Thursday, May 28, 2009

Seth's Process to Discover Your Beliefs

There are two ways to get at your own conscious beliefs. The most direct is to have a series of talks with yourself. Write down your beliefs in a variety of areas, and you will find that you believe different things at different times. Often there will be contradictions readily apparent. These represent opposing beliefs that regulate your emotions, your bodily condition and your physical experience. Examine the conflicts. Invisible beliefs will appear that unite those seemingly diverse attitudes. Invisible beliefs are simply those of which you are fully aware but prefer to ignore, because they represent areas of strife which you have not been willing to handle thus far. They are quite available once you are determined to examine the complete contents of your conscious mind.

If this strikes you as too intellectual a method, then you can also work backward from your emotions to your beliefs. In any case, regardless of which method you choose, one will lead you to the other. Both approaches require honesty with yourself, and a firm encounter with the mental, psychic and emotional aspects of your current reality.

As with Andrea, you must accept the validity of your feelings while realizing that they are about certain issues or conditions, and are not necessarily factual statements of your reality. ‘I feel that I am a poor mother,’ or, ‘I feel that I am a failure.’ These are emotional statements and should be accepted as such. You are to understand, however, that while the feelings have their own integrity as emotions, they may not be statements of fact. You might be an excellent mother while feeling that you are very inadequate. You may be most successful in reaching your goals while still thinking yourself a failure.

By recognizing these differences and honestly following the feelings through - in other words, by riding the emotions - you will be led to the beliefs behind them. A series of self-revelations will inevitably result, each leading you to further creative psychological activity. At each stage you will be closer to the reality of your experience than you have ever been.

The conscious mind will benefit greatly as it becomes more and more aware of its directing influence upon events. It will no longer fear the emotions, or the body, as threatening or unpredictable, but sense the greater unity in which it is involved.

Seth, NOPR, Session 644, p. 213

Blogger's Note: After a few weeks of doing the hypnosis exercise to change a deeply-rooted belief, I awoke one morning with a perfectly delineated nest of beliefs on the subject. I wrote them down and chose the most emotionally charged ones with which to work directly.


Exercise aim: A single number is required: how many lines below include the string "Hallway".

Given records:
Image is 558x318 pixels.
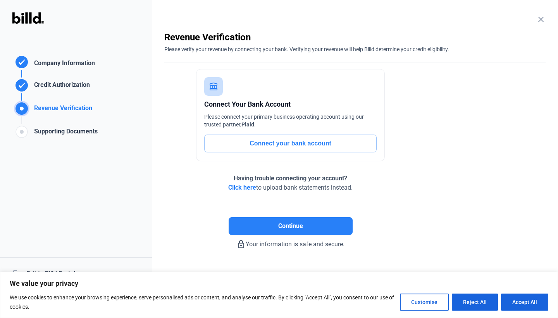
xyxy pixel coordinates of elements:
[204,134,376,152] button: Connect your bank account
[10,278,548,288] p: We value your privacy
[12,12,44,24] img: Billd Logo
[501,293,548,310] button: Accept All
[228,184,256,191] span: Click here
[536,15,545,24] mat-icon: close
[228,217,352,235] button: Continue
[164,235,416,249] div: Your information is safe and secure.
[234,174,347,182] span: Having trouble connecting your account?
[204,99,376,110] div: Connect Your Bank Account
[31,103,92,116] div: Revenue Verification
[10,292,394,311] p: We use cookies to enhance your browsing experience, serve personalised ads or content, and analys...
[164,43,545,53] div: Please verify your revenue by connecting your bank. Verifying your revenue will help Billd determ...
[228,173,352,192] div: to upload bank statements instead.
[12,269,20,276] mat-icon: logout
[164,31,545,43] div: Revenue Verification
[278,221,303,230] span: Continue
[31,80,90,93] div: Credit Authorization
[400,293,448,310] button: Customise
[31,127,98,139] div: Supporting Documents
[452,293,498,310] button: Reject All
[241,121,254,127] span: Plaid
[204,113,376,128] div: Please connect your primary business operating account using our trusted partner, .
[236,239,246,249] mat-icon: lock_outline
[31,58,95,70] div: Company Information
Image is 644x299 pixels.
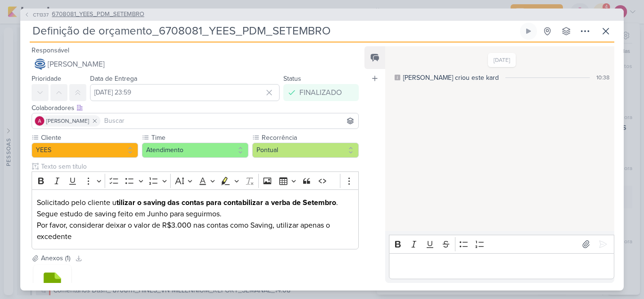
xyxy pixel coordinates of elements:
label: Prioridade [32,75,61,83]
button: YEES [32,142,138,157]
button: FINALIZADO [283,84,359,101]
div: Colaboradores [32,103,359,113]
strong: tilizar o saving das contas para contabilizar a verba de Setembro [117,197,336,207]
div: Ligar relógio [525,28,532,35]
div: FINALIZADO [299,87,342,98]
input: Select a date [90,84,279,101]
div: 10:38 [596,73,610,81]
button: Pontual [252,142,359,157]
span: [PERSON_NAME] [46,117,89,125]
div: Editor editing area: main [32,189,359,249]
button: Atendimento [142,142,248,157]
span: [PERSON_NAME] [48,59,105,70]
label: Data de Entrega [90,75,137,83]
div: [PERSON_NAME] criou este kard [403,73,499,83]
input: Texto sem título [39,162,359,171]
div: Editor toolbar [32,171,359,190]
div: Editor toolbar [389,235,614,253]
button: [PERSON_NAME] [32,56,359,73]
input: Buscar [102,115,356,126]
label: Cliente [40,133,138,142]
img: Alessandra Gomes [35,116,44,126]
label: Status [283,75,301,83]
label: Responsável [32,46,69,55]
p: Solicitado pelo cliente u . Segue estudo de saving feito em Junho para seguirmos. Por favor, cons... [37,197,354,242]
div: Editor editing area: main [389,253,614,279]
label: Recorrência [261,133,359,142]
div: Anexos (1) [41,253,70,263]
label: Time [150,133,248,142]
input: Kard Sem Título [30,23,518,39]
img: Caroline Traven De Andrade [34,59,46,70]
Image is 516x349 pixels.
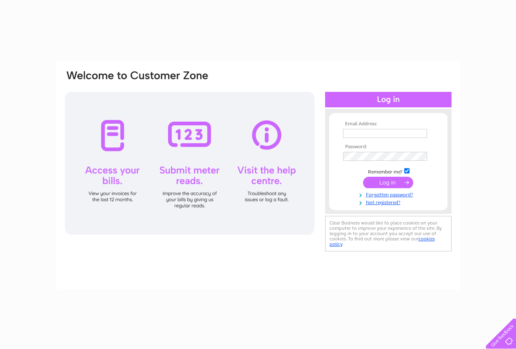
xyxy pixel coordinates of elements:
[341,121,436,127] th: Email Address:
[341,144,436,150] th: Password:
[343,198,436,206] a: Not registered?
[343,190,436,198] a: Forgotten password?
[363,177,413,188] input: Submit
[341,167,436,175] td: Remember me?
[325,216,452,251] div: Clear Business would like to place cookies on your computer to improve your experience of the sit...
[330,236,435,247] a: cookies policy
==
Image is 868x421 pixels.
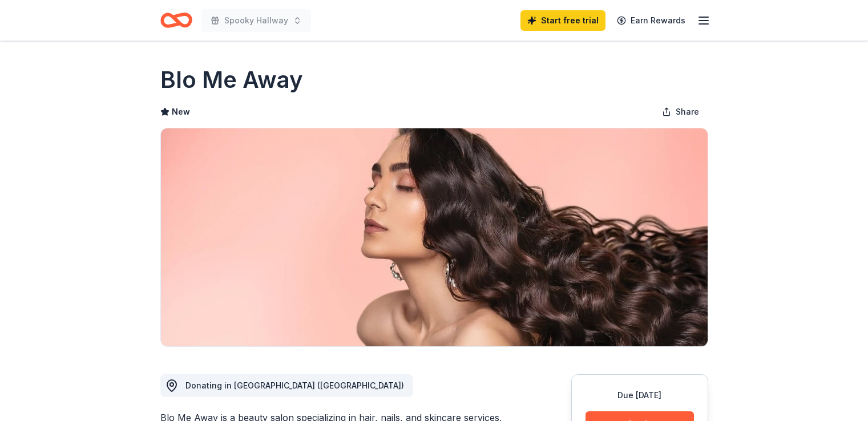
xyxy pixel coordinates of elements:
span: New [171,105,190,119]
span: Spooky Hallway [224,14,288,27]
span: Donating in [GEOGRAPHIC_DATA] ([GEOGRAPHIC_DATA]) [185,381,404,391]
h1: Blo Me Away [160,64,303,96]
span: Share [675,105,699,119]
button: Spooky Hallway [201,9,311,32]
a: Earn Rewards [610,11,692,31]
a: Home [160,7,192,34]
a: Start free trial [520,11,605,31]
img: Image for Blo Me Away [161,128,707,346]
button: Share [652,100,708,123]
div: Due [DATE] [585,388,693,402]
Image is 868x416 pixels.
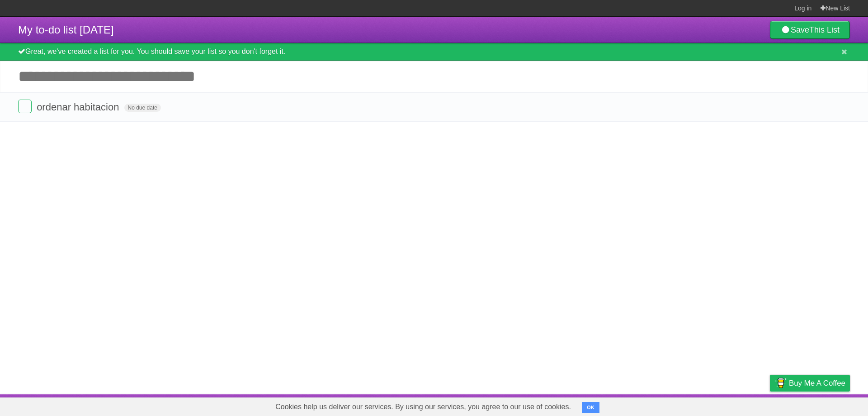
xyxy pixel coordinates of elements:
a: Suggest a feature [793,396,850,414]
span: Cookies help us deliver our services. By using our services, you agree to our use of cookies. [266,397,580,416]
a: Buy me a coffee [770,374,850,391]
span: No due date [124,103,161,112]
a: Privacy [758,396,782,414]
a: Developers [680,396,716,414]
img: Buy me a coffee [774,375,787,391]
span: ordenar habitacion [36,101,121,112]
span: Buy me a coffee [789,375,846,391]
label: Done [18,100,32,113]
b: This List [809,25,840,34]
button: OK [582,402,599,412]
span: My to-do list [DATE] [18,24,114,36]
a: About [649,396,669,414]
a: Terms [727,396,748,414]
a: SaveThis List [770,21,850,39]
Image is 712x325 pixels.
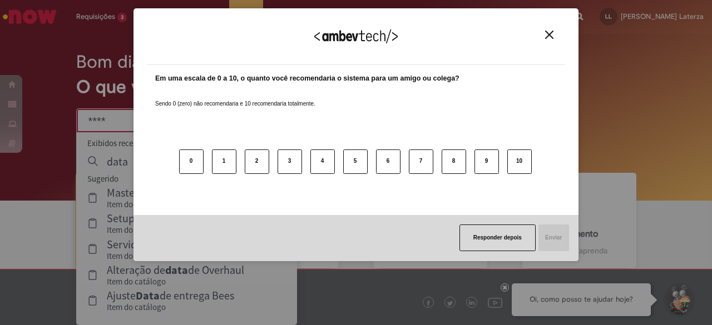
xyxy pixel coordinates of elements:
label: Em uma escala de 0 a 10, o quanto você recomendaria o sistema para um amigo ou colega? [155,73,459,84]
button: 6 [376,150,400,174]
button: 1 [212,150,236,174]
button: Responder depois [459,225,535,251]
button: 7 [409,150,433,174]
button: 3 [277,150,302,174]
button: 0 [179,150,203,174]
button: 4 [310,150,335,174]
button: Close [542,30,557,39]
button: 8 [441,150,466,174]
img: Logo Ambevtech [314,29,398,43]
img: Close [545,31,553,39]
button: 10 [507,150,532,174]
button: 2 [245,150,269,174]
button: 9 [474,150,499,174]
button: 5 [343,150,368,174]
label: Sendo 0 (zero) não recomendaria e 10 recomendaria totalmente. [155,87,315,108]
--
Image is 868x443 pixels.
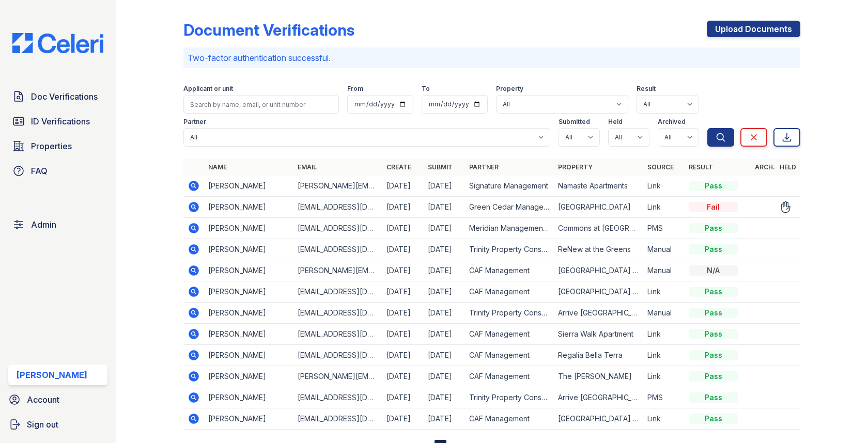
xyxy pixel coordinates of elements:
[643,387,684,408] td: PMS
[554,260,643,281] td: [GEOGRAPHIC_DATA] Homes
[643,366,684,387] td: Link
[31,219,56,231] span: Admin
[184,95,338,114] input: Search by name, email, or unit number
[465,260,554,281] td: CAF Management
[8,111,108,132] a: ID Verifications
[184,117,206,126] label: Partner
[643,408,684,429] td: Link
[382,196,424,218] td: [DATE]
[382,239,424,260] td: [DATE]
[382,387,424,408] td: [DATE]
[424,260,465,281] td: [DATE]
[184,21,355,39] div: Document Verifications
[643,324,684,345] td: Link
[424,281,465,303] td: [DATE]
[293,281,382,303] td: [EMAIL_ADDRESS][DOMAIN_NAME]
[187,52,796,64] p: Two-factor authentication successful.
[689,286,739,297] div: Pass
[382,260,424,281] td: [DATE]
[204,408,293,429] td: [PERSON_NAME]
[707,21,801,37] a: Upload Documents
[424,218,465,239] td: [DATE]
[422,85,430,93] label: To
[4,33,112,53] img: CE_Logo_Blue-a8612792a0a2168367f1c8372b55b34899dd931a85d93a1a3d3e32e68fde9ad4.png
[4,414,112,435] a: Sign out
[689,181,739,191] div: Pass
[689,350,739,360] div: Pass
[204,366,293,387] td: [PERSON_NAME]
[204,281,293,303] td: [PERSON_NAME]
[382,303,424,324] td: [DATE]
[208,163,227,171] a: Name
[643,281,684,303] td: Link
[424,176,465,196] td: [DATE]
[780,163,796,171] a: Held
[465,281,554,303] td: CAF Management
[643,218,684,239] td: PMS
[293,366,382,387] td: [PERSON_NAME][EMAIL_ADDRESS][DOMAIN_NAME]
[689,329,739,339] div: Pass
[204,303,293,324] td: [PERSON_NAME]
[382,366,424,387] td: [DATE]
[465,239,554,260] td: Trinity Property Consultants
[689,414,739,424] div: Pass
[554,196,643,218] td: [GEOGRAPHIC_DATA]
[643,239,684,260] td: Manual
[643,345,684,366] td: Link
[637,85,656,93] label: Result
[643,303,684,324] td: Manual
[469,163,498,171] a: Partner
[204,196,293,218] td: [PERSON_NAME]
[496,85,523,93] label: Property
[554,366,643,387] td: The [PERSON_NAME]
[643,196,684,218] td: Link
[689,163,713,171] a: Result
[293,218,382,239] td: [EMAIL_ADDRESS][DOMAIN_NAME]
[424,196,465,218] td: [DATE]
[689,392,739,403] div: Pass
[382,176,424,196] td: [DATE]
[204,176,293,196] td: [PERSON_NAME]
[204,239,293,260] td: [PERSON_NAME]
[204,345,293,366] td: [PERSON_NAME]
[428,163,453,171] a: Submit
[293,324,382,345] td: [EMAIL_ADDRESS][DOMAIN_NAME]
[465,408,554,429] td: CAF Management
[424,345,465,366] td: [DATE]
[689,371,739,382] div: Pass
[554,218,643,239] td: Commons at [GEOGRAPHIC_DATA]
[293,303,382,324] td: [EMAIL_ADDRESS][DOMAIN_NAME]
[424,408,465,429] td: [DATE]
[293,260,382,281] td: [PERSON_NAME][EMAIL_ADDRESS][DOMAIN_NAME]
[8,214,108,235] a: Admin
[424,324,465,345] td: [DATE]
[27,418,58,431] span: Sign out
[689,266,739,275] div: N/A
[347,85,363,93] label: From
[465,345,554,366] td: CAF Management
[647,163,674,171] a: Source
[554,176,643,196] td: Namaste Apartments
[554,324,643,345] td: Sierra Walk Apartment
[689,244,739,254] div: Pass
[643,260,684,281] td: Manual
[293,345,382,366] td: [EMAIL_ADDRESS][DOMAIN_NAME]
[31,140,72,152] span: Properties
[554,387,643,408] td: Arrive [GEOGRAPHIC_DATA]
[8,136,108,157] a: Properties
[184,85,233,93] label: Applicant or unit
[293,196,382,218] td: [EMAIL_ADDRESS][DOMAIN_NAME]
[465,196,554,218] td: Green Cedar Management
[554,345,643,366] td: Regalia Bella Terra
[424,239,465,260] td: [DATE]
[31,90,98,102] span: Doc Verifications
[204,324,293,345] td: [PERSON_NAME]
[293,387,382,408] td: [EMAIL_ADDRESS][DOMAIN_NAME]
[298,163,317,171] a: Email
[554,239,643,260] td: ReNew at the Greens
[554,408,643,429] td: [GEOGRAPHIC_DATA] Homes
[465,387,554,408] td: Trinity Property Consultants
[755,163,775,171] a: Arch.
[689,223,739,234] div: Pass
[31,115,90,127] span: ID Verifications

Exercise output: 2